The Authors

The men behind the story

Their friendship is the book. Their lives are the proof. Meet the coach and the player who spent forty years showing Memphis — and the world — what it means to be truly colorblind.

The Coach · Co-Author

Ramsay Clark

Basketball Coach · Pharmaceutical Professional · Memphis, TN

A lifelong Memphian, Ramsay Clark grew up in East Memphis and attended East High School, where his love for basketball took root. He went on to coach for forty seasons — ten at the Boys Club and thirty more across recreation leagues and church programs — shaping young men on and off the court for four decades.

It was at the Boys Club that Ramsay first crossed paths with a young player named Cornelius Sanders. What began as a coach-player relationship grew into one of the most meaningful friendships of both their lives — a brotherhood that has endured for over forty years.

Ramsay built a career in pharmaceuticals and works today as a part-time business development consultant. He volunteers at the West Cancer Center and is a faithful member of Hope Church Memphis. He has been married to his wife Karen for 38 years. Their children, Michael and Allie, live in Chattanooga and New Orleans.

He believes that his friendship with Cornelius is a gift from God — and that ColorBlind is their shared testimony to what is possible when two people choose to truly see each other.

The Player · Co-Author

Cornelius Sanders

Community Leader · Ordained Minister · Memphis, TN

A lifelong Memphian, Cornelius Sanders grew up in the Dixie Homes housing projects and attended Treadwell High School. He came up through the Boys Club — the same place where he would meet a coach named Ramsay Clark — and played four seasons under his guidance, building not just his game but a friendship that would define both their lives.

Today, Cornelius is the President and CEO of Promise Development Corporation, a Memphis-based organization dedicated to providing affordable housing for people in need. His life's work is a direct expression of the values he has carried since childhood: that every person deserves dignity, opportunity, and a place to call home.

An ordained minister and member of Hope Church Memphis, Cornelius brings his faith into everything he does — from his work in the community to the way he has raised his family. He and his wife Veronica are the proud parents of their son Melvin, who lives in Colorado Springs.

He sees ColorBlind as more than a memoir — it is a message. A message that the divides we inherit do not have to be the divides we pass on.

Together, they are proof of something the world needs to see

Their friendship did not happen because the world made it easy. It happened because two men chose, over and over again, to see each other as brothers. ColorBlind is the story of those choices — and an invitation to make the same ones yourself.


**Work task**
Take every line from the data that has the word "panel" in it.

**Data extracts**

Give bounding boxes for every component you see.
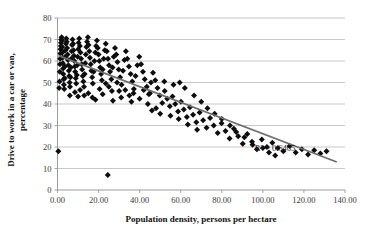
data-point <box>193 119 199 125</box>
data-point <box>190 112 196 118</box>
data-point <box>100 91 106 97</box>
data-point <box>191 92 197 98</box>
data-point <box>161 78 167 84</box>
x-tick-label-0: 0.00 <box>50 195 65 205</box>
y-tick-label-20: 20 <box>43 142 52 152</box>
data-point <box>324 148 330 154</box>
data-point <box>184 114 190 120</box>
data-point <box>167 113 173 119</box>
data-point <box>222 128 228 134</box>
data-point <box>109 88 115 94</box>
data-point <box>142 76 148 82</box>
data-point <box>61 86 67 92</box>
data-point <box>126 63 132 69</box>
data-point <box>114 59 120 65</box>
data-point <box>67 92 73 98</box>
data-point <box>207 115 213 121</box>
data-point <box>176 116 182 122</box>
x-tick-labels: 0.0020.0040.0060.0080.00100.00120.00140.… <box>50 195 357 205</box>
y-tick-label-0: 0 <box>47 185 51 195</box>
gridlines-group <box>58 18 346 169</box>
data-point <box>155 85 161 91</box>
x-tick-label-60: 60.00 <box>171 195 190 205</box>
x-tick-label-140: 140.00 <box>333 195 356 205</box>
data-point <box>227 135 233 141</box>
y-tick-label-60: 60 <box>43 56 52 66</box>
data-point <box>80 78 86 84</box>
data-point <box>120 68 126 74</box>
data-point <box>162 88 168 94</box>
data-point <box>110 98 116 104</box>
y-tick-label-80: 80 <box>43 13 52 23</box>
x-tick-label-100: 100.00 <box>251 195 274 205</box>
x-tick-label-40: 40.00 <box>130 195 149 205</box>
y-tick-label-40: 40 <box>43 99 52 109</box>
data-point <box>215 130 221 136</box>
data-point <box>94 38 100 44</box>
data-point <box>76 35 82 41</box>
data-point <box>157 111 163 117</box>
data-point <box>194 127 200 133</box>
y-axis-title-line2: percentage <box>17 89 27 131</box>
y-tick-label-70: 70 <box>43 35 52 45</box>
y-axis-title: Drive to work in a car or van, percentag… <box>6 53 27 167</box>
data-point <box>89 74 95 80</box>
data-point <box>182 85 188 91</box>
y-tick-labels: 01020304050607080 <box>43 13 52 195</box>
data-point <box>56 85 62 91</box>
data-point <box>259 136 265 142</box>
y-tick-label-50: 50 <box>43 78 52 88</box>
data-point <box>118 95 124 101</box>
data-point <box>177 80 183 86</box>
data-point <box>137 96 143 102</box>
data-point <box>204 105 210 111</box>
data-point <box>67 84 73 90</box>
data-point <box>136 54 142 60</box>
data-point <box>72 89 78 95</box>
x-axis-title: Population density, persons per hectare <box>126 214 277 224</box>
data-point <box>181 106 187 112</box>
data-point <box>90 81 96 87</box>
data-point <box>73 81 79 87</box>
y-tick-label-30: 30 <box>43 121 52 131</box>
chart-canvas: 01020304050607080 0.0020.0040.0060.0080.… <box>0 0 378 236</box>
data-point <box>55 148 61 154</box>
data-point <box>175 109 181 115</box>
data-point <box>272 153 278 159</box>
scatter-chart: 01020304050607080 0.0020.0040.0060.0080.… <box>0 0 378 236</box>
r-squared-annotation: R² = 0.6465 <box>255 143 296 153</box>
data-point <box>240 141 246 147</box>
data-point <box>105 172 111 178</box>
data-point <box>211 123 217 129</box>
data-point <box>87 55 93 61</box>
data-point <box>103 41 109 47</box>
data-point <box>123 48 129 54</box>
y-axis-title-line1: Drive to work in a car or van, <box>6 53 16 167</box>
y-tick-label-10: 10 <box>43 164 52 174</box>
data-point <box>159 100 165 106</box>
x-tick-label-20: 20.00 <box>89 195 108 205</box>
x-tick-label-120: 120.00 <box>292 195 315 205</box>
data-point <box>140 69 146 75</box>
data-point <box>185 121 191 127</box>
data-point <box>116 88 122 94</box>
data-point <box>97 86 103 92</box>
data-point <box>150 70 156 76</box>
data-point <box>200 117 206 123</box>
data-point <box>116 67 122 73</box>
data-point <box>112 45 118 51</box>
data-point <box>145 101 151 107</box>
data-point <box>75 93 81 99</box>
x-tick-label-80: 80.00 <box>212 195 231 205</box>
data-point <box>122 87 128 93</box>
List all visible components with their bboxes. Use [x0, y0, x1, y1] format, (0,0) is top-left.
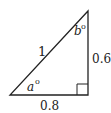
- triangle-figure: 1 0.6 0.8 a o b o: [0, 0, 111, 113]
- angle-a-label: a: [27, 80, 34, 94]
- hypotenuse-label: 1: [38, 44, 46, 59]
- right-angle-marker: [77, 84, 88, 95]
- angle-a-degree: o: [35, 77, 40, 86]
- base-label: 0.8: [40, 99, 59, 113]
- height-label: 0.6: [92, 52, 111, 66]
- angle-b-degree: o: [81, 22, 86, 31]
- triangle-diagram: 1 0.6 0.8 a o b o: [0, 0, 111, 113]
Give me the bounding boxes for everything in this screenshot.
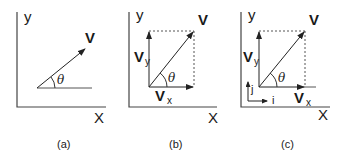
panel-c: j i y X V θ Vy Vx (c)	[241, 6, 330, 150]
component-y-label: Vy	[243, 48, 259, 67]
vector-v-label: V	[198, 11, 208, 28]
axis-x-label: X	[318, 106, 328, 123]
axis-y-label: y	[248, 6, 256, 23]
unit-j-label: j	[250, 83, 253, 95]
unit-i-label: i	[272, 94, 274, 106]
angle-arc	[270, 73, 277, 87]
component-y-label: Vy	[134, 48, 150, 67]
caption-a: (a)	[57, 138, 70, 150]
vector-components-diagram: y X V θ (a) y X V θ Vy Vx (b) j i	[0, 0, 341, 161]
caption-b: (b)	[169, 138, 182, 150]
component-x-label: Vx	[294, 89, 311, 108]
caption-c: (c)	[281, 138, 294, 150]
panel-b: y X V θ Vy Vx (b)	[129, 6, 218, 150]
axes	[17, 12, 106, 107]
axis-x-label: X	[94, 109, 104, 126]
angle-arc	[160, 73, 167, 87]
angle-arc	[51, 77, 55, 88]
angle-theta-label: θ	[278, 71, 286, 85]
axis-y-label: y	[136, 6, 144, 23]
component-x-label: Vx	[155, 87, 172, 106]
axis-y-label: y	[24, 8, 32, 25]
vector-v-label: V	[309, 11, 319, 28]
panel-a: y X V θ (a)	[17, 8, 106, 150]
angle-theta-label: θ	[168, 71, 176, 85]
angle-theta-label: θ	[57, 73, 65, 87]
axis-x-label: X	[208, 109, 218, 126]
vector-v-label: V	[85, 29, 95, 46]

**Result**
panel-c: j i y X V θ Vy Vx (c)	[241, 6, 330, 150]
panel-b: y X V θ Vy Vx (b)	[129, 6, 218, 150]
panel-a: y X V θ (a)	[17, 8, 106, 150]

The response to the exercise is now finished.